What does the cheating scandal at the U.S. Naval Academy say about military honor? Last week Navy investigators reported that 81 midshipmen had obtained a copy of a 1992 engineering exam before exam day and that many of them then lied during an internal investigation some to protect classmates. Former Assistant Secretary of Defense Richard Armitage who chaired a review of the academy's honor code blames the widespread cheating on the Navy's emphasis on skills like technical proficiency over character development. A 1967 Annapolis graduate Armitage notes that one point of honor is still pounded into all midshipmen from Day 1: "Never bilge (endanger) a shipmate." That credo cuts two ways says James Q. Wilson author of The Moral Sense. It explains why some midshipmen betrayed their personal honor by lying to protect their classmates; but says Wilson those same people will never let their buddies down during times of war. He adds "I wouldn't worry that this indicates a decaying moral fabric of the next generation of military officers."  

U.S. News & World Report February 7 1994 p. 12.


One of the most famous trials in history was that of Benjamin Francois Courvoisier in London in 1840 who is now immortalized in Madame Tussaud's Wax Museum. Courvoisier was a Swiss valet accused of slicing the throat of his elderly employer Lord William Russell. What made this trial notorious was the argument for the defense. The police had bungled the investigation. The evidence against Courvoisier was entirely circumstantial or had been planted. One of the officers had perjured himself and the maid's testimony brought suspicion on herself. The defense attorney Charles Phillips was convinced of the innocence of Courvoisier and cross-examined witnesses aggressively. At the beginning of the second day of the trial however Courvoisier confessed privately to his lawyer that he had committed the murder. When asked if he were going to plead guilty he replied to Charles Phillips "No sir I expect you to defend me to the utmost." Phillips was faced with a dilemma. Should he declare to the court that the man was guilty or should he defend Courvoisier as best he could? Should he break the confidentiality of the client-lawyer relationship or should he help a guilty man to possibly go free? Which is more important--truth or professional duty?
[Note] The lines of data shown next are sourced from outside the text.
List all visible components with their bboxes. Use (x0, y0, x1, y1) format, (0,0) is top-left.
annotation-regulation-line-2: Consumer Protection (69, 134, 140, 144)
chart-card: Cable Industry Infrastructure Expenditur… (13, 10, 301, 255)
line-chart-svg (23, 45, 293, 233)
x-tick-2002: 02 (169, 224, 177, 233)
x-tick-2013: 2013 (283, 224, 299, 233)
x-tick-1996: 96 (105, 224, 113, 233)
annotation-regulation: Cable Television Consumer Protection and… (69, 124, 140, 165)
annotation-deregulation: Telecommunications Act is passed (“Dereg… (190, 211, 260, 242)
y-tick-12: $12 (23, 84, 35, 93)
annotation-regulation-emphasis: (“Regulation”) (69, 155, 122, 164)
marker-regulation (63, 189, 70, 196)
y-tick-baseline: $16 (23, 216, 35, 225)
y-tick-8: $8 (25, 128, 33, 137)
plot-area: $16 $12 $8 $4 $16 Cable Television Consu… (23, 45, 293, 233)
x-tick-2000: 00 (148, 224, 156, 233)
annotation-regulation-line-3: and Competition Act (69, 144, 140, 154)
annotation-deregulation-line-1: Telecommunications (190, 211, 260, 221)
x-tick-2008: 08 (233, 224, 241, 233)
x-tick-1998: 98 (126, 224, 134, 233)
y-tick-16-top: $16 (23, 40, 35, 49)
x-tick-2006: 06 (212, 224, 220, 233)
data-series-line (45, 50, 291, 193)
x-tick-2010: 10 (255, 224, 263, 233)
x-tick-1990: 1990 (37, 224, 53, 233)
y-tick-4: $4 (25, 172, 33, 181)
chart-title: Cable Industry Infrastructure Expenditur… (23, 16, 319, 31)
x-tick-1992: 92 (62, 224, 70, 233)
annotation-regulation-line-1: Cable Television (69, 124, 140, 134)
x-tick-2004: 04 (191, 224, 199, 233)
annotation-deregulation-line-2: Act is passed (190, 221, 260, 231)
Phillips decided to defend the guilty man. But despite Phillips's efforts Courvoisier was convicted. When the dilemma was later made public Phillips's decision to defend a murderer horrified British society and brought him a great deal of criticism. 
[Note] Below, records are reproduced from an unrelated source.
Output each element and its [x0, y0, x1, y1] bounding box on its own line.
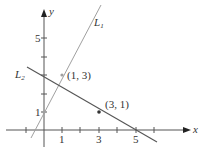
- line-plot: y x 1 3 5 1 5 L1 L2 (1, 3) (3, 1): [0, 0, 203, 152]
- x-axis-label: x: [192, 123, 198, 135]
- x-tick-label-3: 3: [96, 133, 102, 145]
- l2-label: L2: [14, 68, 25, 82]
- point-0-1: [42, 110, 45, 113]
- l1-label: L1: [93, 16, 104, 30]
- y-axis-arrow-icon: [41, 9, 47, 17]
- point-3-1: [97, 110, 101, 114]
- x-tick-label-1: 1: [59, 133, 65, 145]
- x-axis-arrow-icon: [183, 127, 191, 133]
- y-axis-label: y: [48, 5, 54, 17]
- point-1-3: [60, 73, 63, 76]
- y-tick-label-5: 5: [35, 32, 41, 44]
- y-tick-label-1: 1: [35, 106, 41, 118]
- chart: y x 1 3 5 1 5 L1 L2 (1, 3) (3, 1): [0, 0, 203, 152]
- point-label-3-1: (3, 1): [105, 98, 129, 111]
- point-label-1-3: (1, 3): [67, 69, 91, 82]
- line-l2: [27, 67, 157, 142]
- x-tick-label-5: 5: [133, 133, 139, 145]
Klyne Snodgrass Between Two Truths - Living with Biblical Tensions 1990 Zondervan Publishing House pp. 11- 12.


Statistics and Stuff

Lying cheating and stealing are becoming an "acceptable norm" among high-school and college students says Ralph Wexler speaking for the Joseph and Edna Josephson Institute of Ethics. In a recent survey the Institute reported that 61 percent of the high-school and 32 percent of the college students polled admitted to having cheated on an exam during the past year; 33 percent of the high-school and 16 percent of college students said they'd stolen something in the last year; and 16 percent of the high-school and 32 percent of the college students said they'd lied on a resume or job application.  

National and International Religion Report quoted in Signs of the Times June 1993 p. 6.